Written by Debbie Smit Sunday, 19 April 2009 00:00
April 12, 1888: A French newspaper mistakenly publishes an obituary for Alfred Nobel, inventor of dynamite, calling him "a merchant of death". It was actually his brother Ludwig who had died, but the label he was given made Nobel realise he needed to improve his public image and prompted him to establish the Nobel prizes.

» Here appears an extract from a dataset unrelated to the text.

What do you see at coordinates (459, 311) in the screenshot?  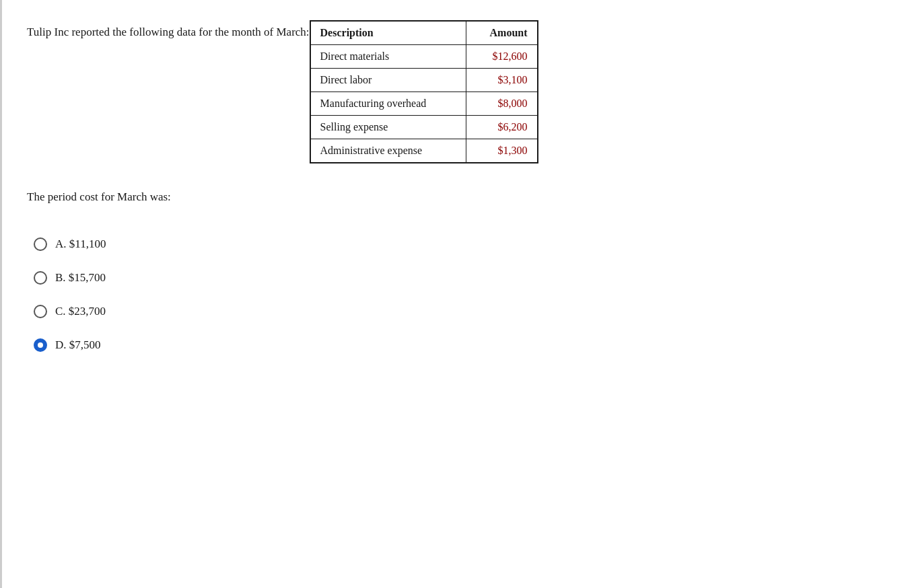 I see `option-c: C. $23,700` at bounding box center [459, 311].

April 14, 1912: David Sarnoff, a 21-year-old telegraph operator managing a powerful Marconi radio telegraph station from the roof of Wanamaker's department store in New York, picks up a message of distress call of the Titanic relayed from ships at sea: "S.S. Titanic ran into iceberg, sinking fast." Sarnoff , who later went on to found NBC, stayed at his post for 72 hours, receiving and transmitting the first authentic information on the disaster, relaying the names of the rescued from the Carpathia telegraph operator to newsmen and the families of those on board the Titanic.
April 15, 1726: Writer William Stukeley has a conversation with Isaac Newton during which Newton makes mention of the notion of gravity. Later Stukeley recalls in his book Memoirs of Sir Isaac Newton's Life: "It was occasioned by the fall of an apple, as he sat in contemplative mood. Why should that apple always descend perpendicularly to the ground, thought he to himself. Why should it not go sideways or upwards, but constantly to the Earth's centre."
Written by Debbie Smit Sunday, 12 April 2009 00:00
April 6, 1938: Chemist Roy Plunkett accidentally discovers polytetrafluoroethylene, later known as Teflon, when a canister containing tetrafluoroethylene, a gas used in refrigeration, fails to discharge. When Plunkett opened the canister up he discovered that the gas had polymerised into a smooth, slippery white powder. Teflon is used for non-stick cookware bacause it can repel substances at high temperatures. In the 1980's it lent its name to US president Ronald Reagan, who became known as the Teflon President for his uncanny ability to avoid being tarnished by the scandals that plagued his administration.
April 10, 1633: Bananas appeared on sale in Britain for the first time, exhibited in the shop window of Thomas Johnson of Snow Hill, London. According to recent archaeological evidence, the banana was first cultivated at Kuk Swamp in the Papua New Guinean highlands at least 6,500 years ago.